Starting the Israeli Process After Landing
Once you are in Israel with translated, current evaluations in hand, the next step is contacting your local Sherut Psychologi Chinuchi (School Psychological Service), which operates under the municipal education department. You submit your child's documentation there, and they schedule a formal evaluation — or accept your private evaluation if it meets the required standards.
Here is the critical point: if the municipal psychology service has a months-long waiting list and you are approaching the spring committee deadline (March 31), do not wait. Parents have the legal right to commission a private psycho-didactic evaluation and submit it directly to the municipal education department, bypassing the public queue. The Ministry of Education is legally obligated to accept comprehensive private evaluations from certified Israeli professionals.

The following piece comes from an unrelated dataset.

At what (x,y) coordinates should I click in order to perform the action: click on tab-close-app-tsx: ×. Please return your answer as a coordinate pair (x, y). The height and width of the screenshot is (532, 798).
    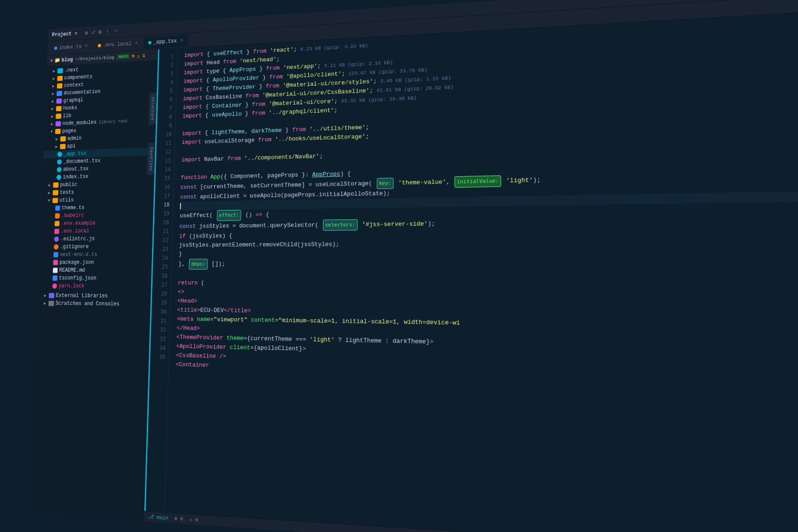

Once the evaluation is accepted, the committee (Va'adat Ifyun V'Zakaut) schedules a hearing. This is not a rubber stamp — it is a formal process with specific procedural rules, and what you say and submit there directly shapes what your child's support basket looks like for the coming year.
The Israel Special Education Blueprint covers the full IEP-to-Israel transition: how to package your child's existing documentation, how to work with or around the public evaluation timeline, and how to prepare for the eligibility committee so your child's needs are accurately characterized from the start.